Contemporary Accounting Research 2024 41(3), 2013-2040 open access
Abstract Since the passage of the Sarbanes‐Oxley Act of 2002, many notable frauds have been tied to ineffective audit committee (AC) oversight. As a result, AC oversight is of continuing interest, and regulators continue to debate this issue, garnering a growing body of research focused on the role played by the AC. But little theoretical research exists to guide analytical and empirical researchers investigating AC oversight. The purpose of this study is to provide theoretical guidance by examining AC oversight in a strategic setting. We focus on the AC's role in overseeing internal controls (ICs) and the impact of whether the AC relies on management in designing the controls. We characterize how the nature of control risk changes and how IC strength is associated with the amount of managerial fraud, expected probability of fraud detection (which, on average, equates to audit effort), and audit quality (assessed as 1 − audit risk) across two settings defined by the degree of AC oversight. As one example that highlights the need for theoretical guidance, we consider the literature's presumption that IC strength is negatively associated with audit effort. We find that this association may be positive or negative as IC changes, where the association varies with the degree of direct AC oversight and the change in payoff parameters.

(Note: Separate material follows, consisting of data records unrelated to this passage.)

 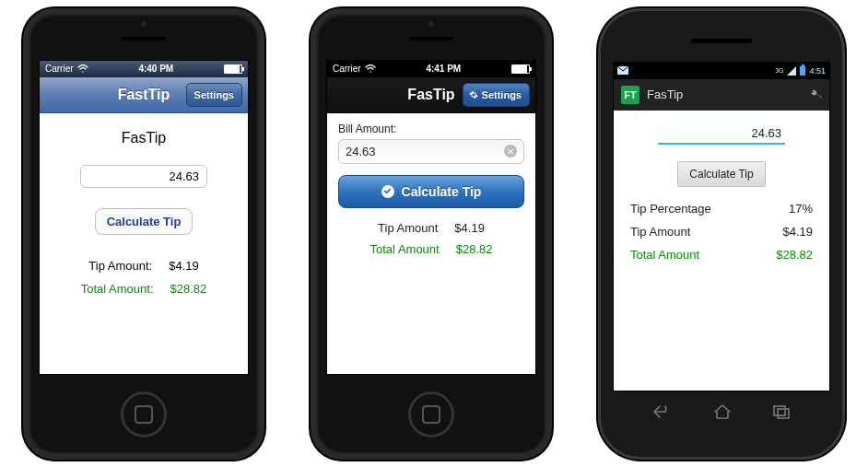 What do you see at coordinates (144, 96) in the screenshot?
I see `nav-bar: FastTip Settings` at bounding box center [144, 96].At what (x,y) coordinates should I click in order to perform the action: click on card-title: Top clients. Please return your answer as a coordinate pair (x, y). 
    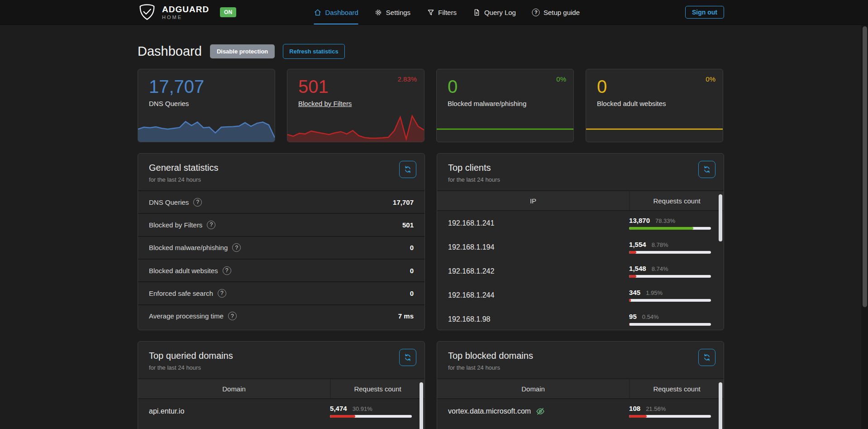
    Looking at the image, I should click on (580, 168).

Overloaded and overwhelmed: Weakened partner aspirations of women public accountants during the COVID‐19 pandemic

Contemporary Accounting Research 2024 41(4), 2260-2289 open access
Abstract Despite years of initiatives to improve gender equity in public accounting firms, women continue to be underrepresented at the partner level. Supporting women's aspirations to become partner is important to ensure there are more women in the pipeline of potential partners. However, we argue that challenges during the COVID‐19 pandemic are likely to have negative downstream effects on accounting firms' efforts to improve female partner representation. Therefore, using a survey of 192 certified public accountants (CPAs), we develop and test a theoretical model that examines changes in women's partner aspirations during the COVID‐19 pandemic. Using the conservation of resources (COR) theory, we predict that women experienced disproportionately higher role overload during the pandemic compared to men. We also rely upon COR theory to predict that higher levels of role overload will be associated with weakened partner‐track motivations (i.e., less value placed on the advantages of the partner level and lower willingness to make the sacrifices necessary to pursue the partner level) and weakened partner aspirations. Consequently, we expect that women public accountants experienced weakened partner aspirations through higher role overload during the pandemic. Results support our predictions as we find that women experienced higher levels of role overload, which are associated with weakened partner‐track motivations, which in turn are associated with weakened partner aspirations. In sum, our results suggest that the COVID‐19 pandemic exacerbated pre‐pandemic gender equity challenges within public accounting firms. Fortunately, we also find that higher levels of supervisor support and coworker support help limit role overload and mitigate declines in partner aspirations. We discuss several insights that firms can use to mitigate post‐pandemic declines in women's partner aspirations.